March 10, 2008 7:53 PM | Link to this

To Get in the Game.

Did you read the last two paragraphs in the article I linked to above?

They are worth repeating:

One silver lining: For “all-cash buyers, ” Mr. Zalewski says, the lists are “heaven sent.”

Buyers who have cash “can use that to negotiate,” he says: “If you don’t sell to us, who are you going to sell to?”

Sooooooooooooooooooooooooo true.
Love it!

Gonna be great times for those now holding gold, certain foreign currencies, and so on. Buffet is again way way beyond this from what I just read. Sure gets my respect.

Cheers!

By Curious

March 10, 2008 8:54 PM | Link to this

“… how many millions or tens of millions you have made in the past few years in real estate.”

You’ll never know, semi-literate little man.

By Millionaire Maven

March 10, 2008 9:13 PM | Link to this

By Curious “… how many millions or tens of millions you have made in the past few years in real estate.”

You’ll never know, semi-literate little man.

Right on, Curious! I will never know how many tens of millions I’ve made. I couldn’t even guess how many Mill I made in the past few years…. Probly more than 22 mill in my lifetime althogh I’ve spent most of it with my extravagant lifestyle. I eat shrimp errr day, figure, I’m worth about a quata billion on pluto. how many inches is you sitting on? Just curious.

By Rainbow Coalition

March 11, 2008 1:37 AM | Link to this

I DO know, Curious: you completely missed the upswing. Likewise every other opportunity. You haven’t made a dime in real estate, except by getting a paltry salary from a builder, so shut up, and don’t imply otherwise. What a prize a*****e you are.

By WAKE UP

March 11, 2008 8:35 AM | Link to this

Curious - did you read the whole article or just the first and last paragraphs? Strangely, there is an implication that home sellers will have a problem, but the article only mentions condos…all the “lists” revolve around…condos. The loans that are being stopped are for…condos. Let’s all chant together - condos…condos…condos. Now let’s try this - condos are not single family homes…condos are not single family homes.

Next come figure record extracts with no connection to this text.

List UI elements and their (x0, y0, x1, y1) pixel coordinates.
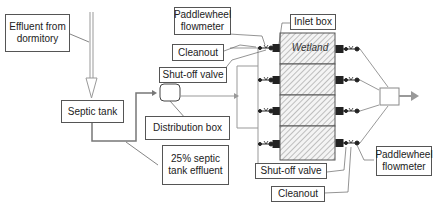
label-cleanout-bottom: Cleanout (271, 186, 325, 202)
label-shutoff-valve-bottom: Shut-off valve (255, 163, 327, 179)
label-cleanout-top: Cleanout (172, 44, 224, 61)
distribution-box-shape (160, 84, 180, 101)
label-septic-tank: Septic tank (61, 100, 124, 123)
label-25-percent-septic-effluent: 25% septic tank effluent (162, 145, 229, 185)
label-effluent-from-dormitory: Effluent from dormitory (5, 14, 70, 52)
label-inlet-box: Inlet box (290, 14, 336, 30)
label-paddlewheel-flowmeter-bottom: Paddlewheel flowmeter (376, 146, 432, 176)
collection-pipes (360, 49, 419, 143)
label-shutoff-valve-top: Shut-off valve (159, 67, 227, 83)
outlet-fittings (336, 46, 360, 147)
label-wetland: Wetland (290, 42, 330, 53)
inflow-arrow (70, 12, 97, 98)
inlet-fittings (258, 45, 280, 148)
label-distribution-box: Distribution box (145, 116, 230, 140)
label-paddlewheel-flowmeter-top: Paddlewheel flowmeter (174, 7, 231, 35)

Call us back when the banks stop writing loans on SFH. And remember restricting the amount of the LTV ratio is not the same as refusing to write the loan…

By Get in the Game

March 11, 2008 9:25 AM | Link to this

Making money in residential RE?

If one was talking about commercial RE (or an ‘investment’ that CASH FLOWS), then that’s different.

I think the premise of the article is a CASH CRISIS. Banks do not have any money, are struggling for deposits, have their tin cup in hand borrowing from the ME, and are sneaking to the Fed discount window (seems to be nightly, lately)…

So again - at some point - which is quickly approaching banks are going to require 20% - 30% down for house debt; AND

They are going to take proven income and multiply x THREE for the amount of house one can afford.

Just think, like I keep typing, besides the mortgage bubbas, no major house builders have gone bankrupt; OR

Any state or regional banks.

And still all this crying. Some banks are going to fail, they must.

Which shall further constrict the house and auto debt process.

So, it provides Americans an opportunity to SAVE money (the only true equity one is ‘building’) and place a proper down payment.

By WAKE UP

March 11, 2008 10:11 AM | Link to this

okay Get - 20% down - agreed, a good thing - takes a lot of people out of the market unfortunately, but a standard loan should require this. The 3x lending just doesn’t fit everyone. If you’re talking about Joe/Jane Bluecollar - it’s not a bad idea to keep him/her in a relatively low inexpensive house. Can you honestly say that someone making $250k a year can’t afford anything more than a $750k house with 20% down?!?!? $600k mortgage at 6% is only $3,600/month - pocket change for someone bringing in almost $21k a month…

Granted the percent of the population making $250k is small compared to the percentage that’s not, but there are many double income families out there that bring in $200k plus…one size does not fit all…

By Get in the Game

March 11, 2008 11:10 AM | Link to this

Bankers are SUPPOSED to be conservative.

They used to (over the last FORTY YEARS, according to govt. stats) take the median income and multiply x THREE.

For some reason, since the end of 1999, that number increased to 4.5.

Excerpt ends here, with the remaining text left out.